Sunday, May 14, 2006

I have been thinking about P. Larkin's "Church-Going" off and on for months. I think it's the sight on the news of many formerly sacred places in Iraq decimated + Katrina + (bizarrely) home and garden shows that feature old banks and churches rezoned for living spaces. So weird. This constant imagery of places stripped of their sanctity. I woke this morning with the last chunk of the poem in my head:

A serious house on serious earth it is,
In whose blent air all our compulsions meet,
Are recognised, and robed as destinies.
And that much never can be obsolete,
Since someone will forever be surprising
A hunger in himself to be more serious,
And gravitating with it to this ground,
Which, he once heard, was proper to grow wise in,
If only that so many dead lie round


Prediction: Sometime not too long from now somebody will write an essay about how Erma Bombeck affected literature, the graphic novel and journalism. She was a significantly transitional person, with no overt connections to something like comix, but I think they're there. I rilly do! I had one of those blinding flashes where the whole sphere of influence became clear, then disappeared. Still grabbling for it.

Fox News gets away with its baiting headlines by using the question mark. Former President Clinton a Coke-Addicted He-Slut? Dept of Defense Says Fewer Dying in Iraq?

Why yes, I did watch Bridget Jones's's's's's Diary on Bravo last night. The only line that really twerks is ever Hugh Grant saying through his cigarette, "Fuck me, I love Keats" after BJ misquotes it.

It occurs to me that it's amazing I haven't done more Larkin-quoting here, since it's a fairly constant activitiy in my head. Must be judicious.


- **WHAT YOU SHOULD DO**: Retype the entries exactly; omit all pictures.

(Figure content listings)
^^^^^^^^^^^^^^^^
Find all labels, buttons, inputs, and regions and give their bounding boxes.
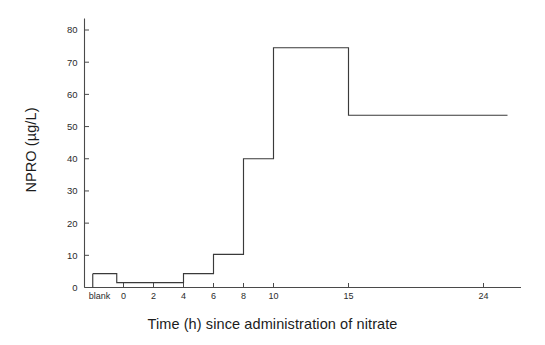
chart-axes [85,19,522,288]
x-tick-label: 6 [211,291,216,301]
npro-step-line [93,48,508,283]
y-axis-ticks [85,30,90,288]
x-axis-title: Time (h) since administration of nitrate [0,316,545,332]
y-tick-label: 0 [72,282,77,293]
y-tick-label: 20 [67,218,78,229]
data-series-group [93,48,508,288]
y-tick-label: 30 [67,185,78,196]
y-tick-label: 50 [67,121,78,132]
y-tick-label: 10 [67,250,78,261]
chart-figure: 01020304050607080 blank02468101524 NPRO … [0,0,545,345]
x-tick-label: 8 [241,291,246,301]
y-tick-label: 60 [67,89,78,100]
y-axis-title: NPRO (µg/L) [23,107,39,192]
x-tick-label: blank [89,291,111,301]
x-tick-label: 15 [343,291,353,301]
x-tick-label: 4 [181,291,186,301]
x-tick-label: 2 [151,291,156,301]
y-axis-tick-labels: 01020304050607080 [67,24,78,293]
chart-plot-area: 01020304050607080 blank02468101524 [0,0,545,345]
x-axis-ticks [124,283,484,288]
y-tick-label: 70 [67,57,78,68]
x-tick-label: 0 [121,291,126,301]
x-tick-label: 10 [268,291,278,301]
y-tick-label: 80 [67,24,78,35]
y-axis-title-wrap: NPRO (µg/L) [14,0,48,300]
x-tick-label: 24 [478,291,488,301]
y-tick-label: 40 [67,153,78,164]
x-axis-tick-labels: blank02468101524 [89,291,489,301]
^^^^^^^^^^^^^^^^
- **RESULT OF THIS EXERCISE**:
Find all labels, buttons, inputs, and regions and give their bounding boxes.
chart-axes [85,19,522,288]
x-tick-label: 6 [211,291,216,301]
npro-step-line [93,48,508,283]
y-axis-ticks [85,30,90,288]
x-axis-title: Time (h) since administration of nitrate [0,316,545,332]
y-tick-label: 0 [72,282,77,293]
y-tick-label: 20 [67,218,78,229]
data-series-group [93,48,508,288]
y-tick-label: 30 [67,185,78,196]
y-tick-label: 50 [67,121,78,132]
y-tick-label: 10 [67,250,78,261]
chart-figure: 01020304050607080 blank02468101524 NPRO … [0,0,545,345]
x-tick-label: 8 [241,291,246,301]
y-tick-label: 60 [67,89,78,100]
y-axis-title: NPRO (µg/L) [23,107,39,192]
x-tick-label: blank [89,291,111,301]
x-tick-label: 15 [343,291,353,301]
x-tick-label: 4 [181,291,186,301]
x-tick-label: 2 [151,291,156,301]
y-axis-tick-labels: 01020304050607080 [67,24,78,293]
chart-plot-area: 01020304050607080 blank02468101524 [0,0,545,345]
x-axis-ticks [124,283,484,288]
y-tick-label: 70 [67,57,78,68]
x-tick-label: 0 [121,291,126,301]
x-tick-label: 10 [268,291,278,301]
y-tick-label: 80 [67,24,78,35]
y-axis-title-wrap: NPRO (µg/L) [14,0,48,300]
x-tick-label: 24 [478,291,488,301]
y-tick-label: 40 [67,153,78,164]
x-axis-tick-labels: blank02468101524 [89,291,489,301]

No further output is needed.